Sunday, February 09, 2014

Bridge Match 2 - Board 41

Board 41 - Dealer North - EW Vul

Opponents convention card: Jack
Opponents playing strength: Intermediate

My hand: 9 6 2 4 Q J 8 5 4 J T 4 2

Partner opens 1 spade and East overcalls 1NT showing a strong NT without a huge heart suit. My hand is trash but I can at least eat up some bidding room by supporting partner's suit. I bid 2 spades. West jumps to 4NT which is apparently asking for aces for NT which seems really odd to me. That should be a quantitative slam invite. Anyway, East bids 5 clubs to show 1 or 4 and West signs off in 6 hearts of all things.

Partner leads the A of spades.
NORTH
A
EAST
Q 8 5
K 2
K 9 6 3 2
A K 5
SOUTH
9 6 2
4
Q J 8 5 4
J T 4 2
WestNorthEastSouth
11NT2
4NT1Pass52Pass
6PassPassPass
1Ace asking for NT
21 or 4 aces

A-5-2-T. Partner keeps playing spades, presumably hoping I have the K for my supporting bid. Sorry partner. I played the 2 to try to discourage! 3-8-9-K. West now draws trump. 3-8-K-4. 2-6 of spades-5-J. What? Partner won with the J of hearts! Woo!

They play some spades and now I'm going to have to find some pitches. East and I both have 5 diamonds and East has 2 entries in clubs. So I may well need all my diamonds to protect against those getting set up. On the other hand I also have clubs stopped in case West has Qxxx. Is that even possible? He probably had 6 hearts and 2 spades? So yes, he could well have plenty of clubs since he probably doesn't have many diamonds. I don't know what to do. I'll start with a diamond pitch and hope that isn't terrible.
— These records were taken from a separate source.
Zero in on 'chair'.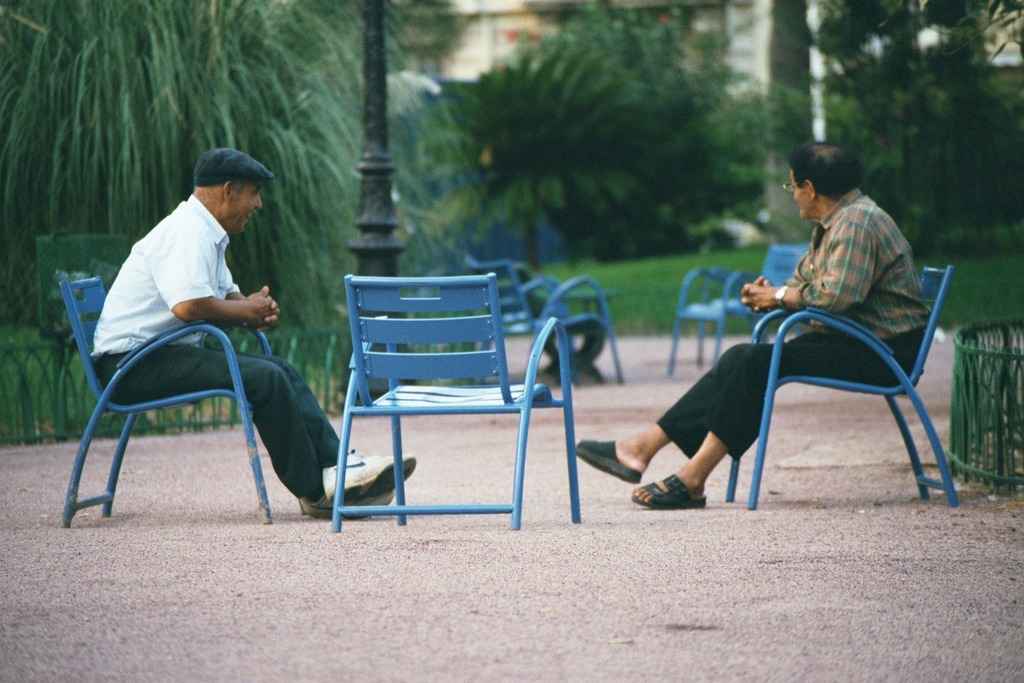
Zeroed in: bbox(699, 269, 967, 516).
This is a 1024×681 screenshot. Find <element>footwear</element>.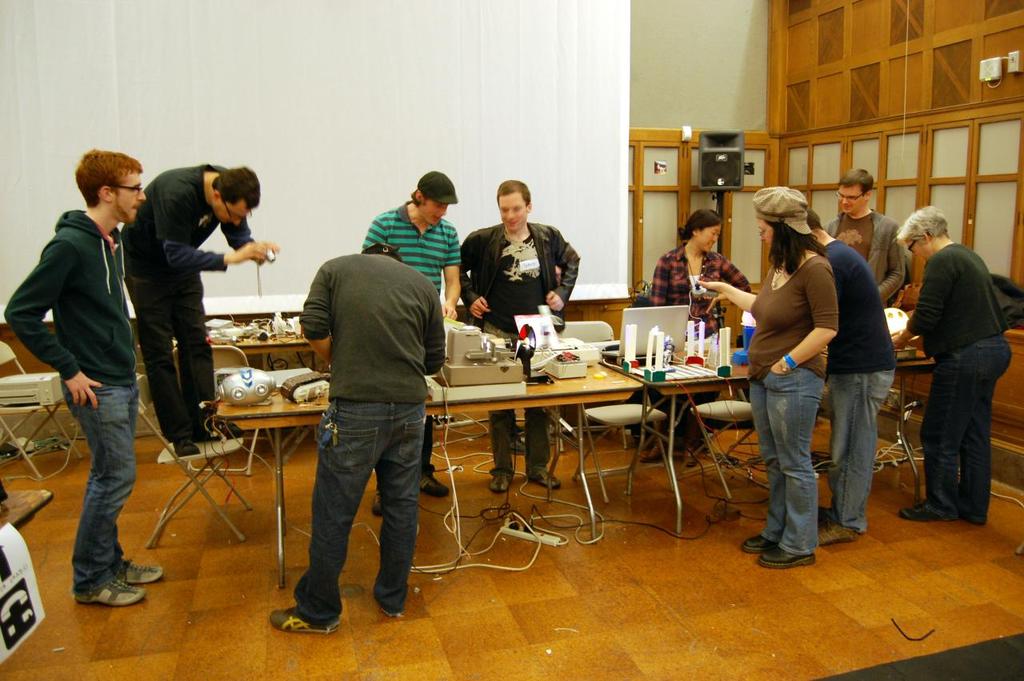
Bounding box: locate(736, 525, 786, 554).
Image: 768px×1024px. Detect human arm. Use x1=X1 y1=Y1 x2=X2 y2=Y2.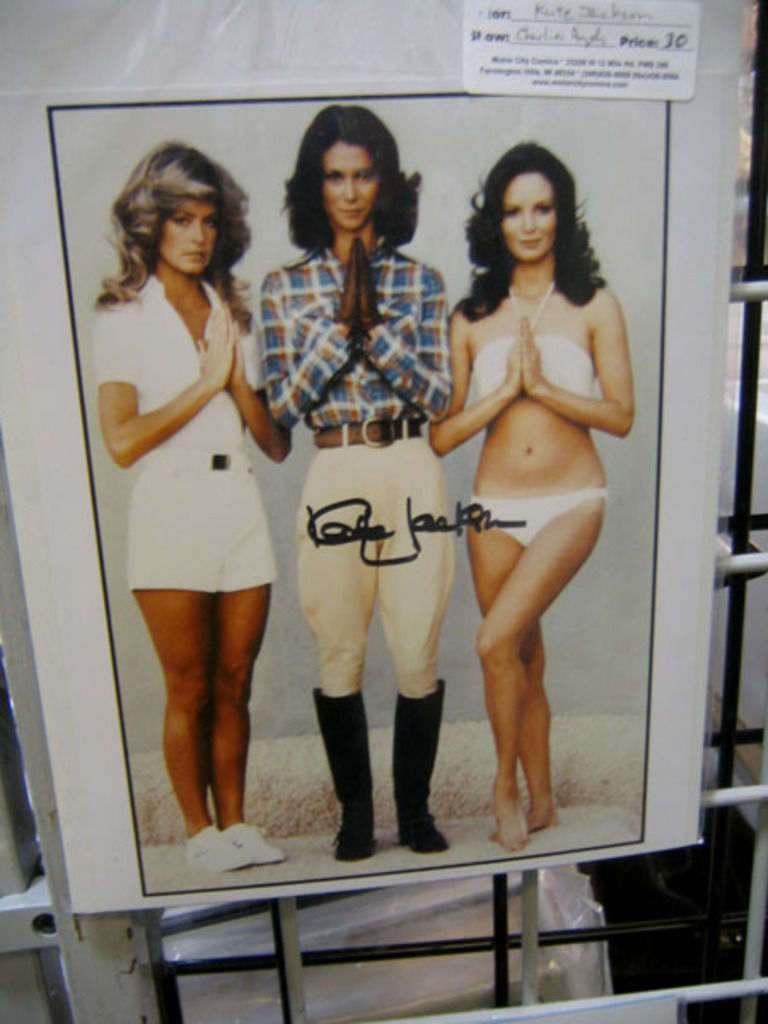
x1=263 y1=232 x2=357 y2=444.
West ruffs the spade and draws trump. Dummy pitches a diamond from board. Ok, pitching diamonds is probably fine then so I'll pitch another too. More trump with partner pitching a low club and dummy pitching another diamond. If partner is pitching count then I can safely pitch a club. Ok, let's hope that's what is happening. Declarer then plays club to board and ruffs a club to hand. Guess he only had 1 club! In fact he only had 4 minor suit cards and he had AK of both suits so it didn't matter what he did. He could have claimed if the game allowed the AI to do that. Oh well. Down one!

NORTH
A J 7 4 3
Q J 8

Q 9 8 6 3
WEST
K T
A T 9 7 6 5 3
A T 7
7
EAST
Q 8 5
K 2
K 9 6 3 2
A K 5
SOUTH
9 6 2
4
Q J 8 5 4
J T 4 2

Three tables made their way to 6 hearts and all of them went down 1. So we get 12MPs for a shared top board. The other five tables played in a heart game and took 11 or 12 tricks. This result pushes us back into first! Yay partner!


Professor Jack agrees with me all the way!